7 thoughts on “You Can’t Always Get What You Want.

  1. Nice title. Bringing the reference full circle I see.

    I am not convinced the problem is so much with Krugman, intrinsically, but there does seem to be some feedback loop between him and the audience his popular pieces court.

    Can anyone recommend a good article comparing Samuelson and Friedman’s essays in Newsweek (or in any way discussing them in detail)?

  2. I have made a quick search on Econlit and did not find anything that matches. I remember thinking that the book by Szenberg & ali. (2005) is very short on Samuelson’s involvement with the medias and politics (well, in fact, it is short on everything …), and all the other collective books that have been devoted to him do not explore his non-academic contributions. I don’t know the vast bibliography on Friedman but I guess the same could be said. That makes a huge empty field just in front of us.

  3. In my opinion, it is not so much the position (Nobel prize winner) that drives the form of argument than the media that conveys it. As I do not believe in the great divide between science and other types of intellectual activies, I see no conflict here between his two roles as scientist and opinion maker. And thanks Yann for this nice post, I enjoyed the cartoon very much.

  4. What kind of questions come to mind in a comparison between Friedman and Samuelson at Newsweek? (Full disclosure, I may be exploiting you for my own research benefit…)

  5. Seems like there might be some hypothesis about Friedman’s objectivity, choice of topics, rhetorical style, appeal to some standard tool of analysis – Chicago public economics / welfare economics approach.

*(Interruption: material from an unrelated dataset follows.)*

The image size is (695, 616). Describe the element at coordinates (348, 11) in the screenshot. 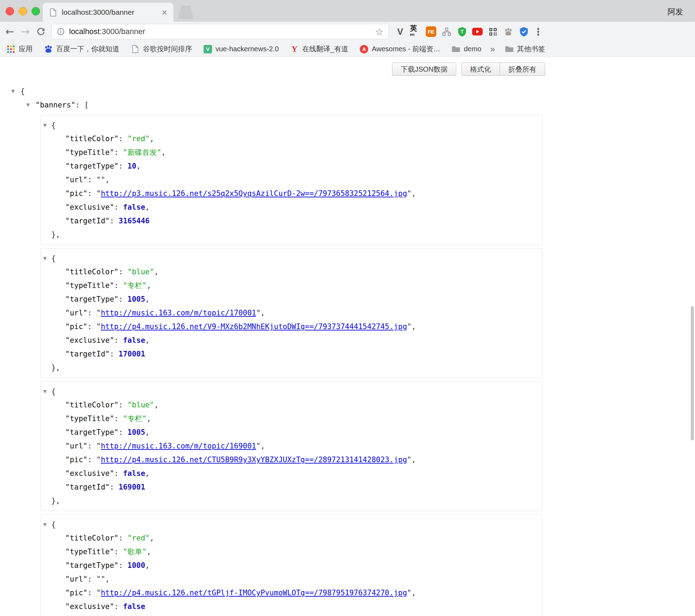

    It seems like there might be a nice comparison there with Samuelson. What descriptions were used in this rhetorical environment? What we have here is someone who sees themselves as center and someone who sees themselves as somewhat right of center using the same venue for communication. Over the course of the articles maybe they talked about the same topics. The choice of analytical tools might be interesting. It might also be interesting to categorize the articles in terms of propositional or oppositional in reference to party politics — Did Friedman become propositional about Nixon type legislative reform? Did he switch his rhetorical style when defending these types of programs.

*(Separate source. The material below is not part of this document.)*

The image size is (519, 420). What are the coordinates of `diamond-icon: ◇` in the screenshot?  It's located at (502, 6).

    There is a lingering question in my mind about the extent to which ideology shapes choice of argument and rhetorical tools used to convey the argument. My ex ante hypothesis having read not one word of the Newsweek articles is that there is something there that might help to understand these differences. Samuelson did not go out of his way to be friendly to the liberals, but he did read their arguements. How does the rhetoric differ?

  6. To Loic: Maybe my post is not very clear, but I don’t mean that there is necessarily a conflict between Krugman’s economics and his pieces in popular daily news and magazines, nor that I believe in “the great divide”. What I find interesting is that Krugman, unlike many other economics, does not use his columns to promote his discipline. That’s very different from Samuelson and that’s also very different from the kind of vulgarization that Steven Levitt does … In other terms, Krugman does not write the kind of stuff that will make high school students want to enroll in college economics programs.
    To Tiago: I think that what I would like to read in a comparison between Samuelson’s and Friedman’s columns, is whether there is any difference in the “image” of economics they project. One may assume that Friedman would emphasize the role of economics as a policy-making discipline and Samuelson would give a more “scientific” and “neutral” image of the discipline. I began to read some of Samuelson’s contributions in the Sampler I bought and as usual with Samuelson, things are not as simple as one would expect.

  7. I have read some of these columns while scanning them. (I am a sort of hoarder of digital paper.) My purpose is to do a content analysis so some of the things you find interesting I play out. Very superficially, the Samuelson and Friedman are formally different. Samuelson always plays out arguments for and against for every issue, the Ben Franklyn lists. Friedman goes to the throat, one view crisply stated. But, again, this is the skin, this is a large corpus that needs work.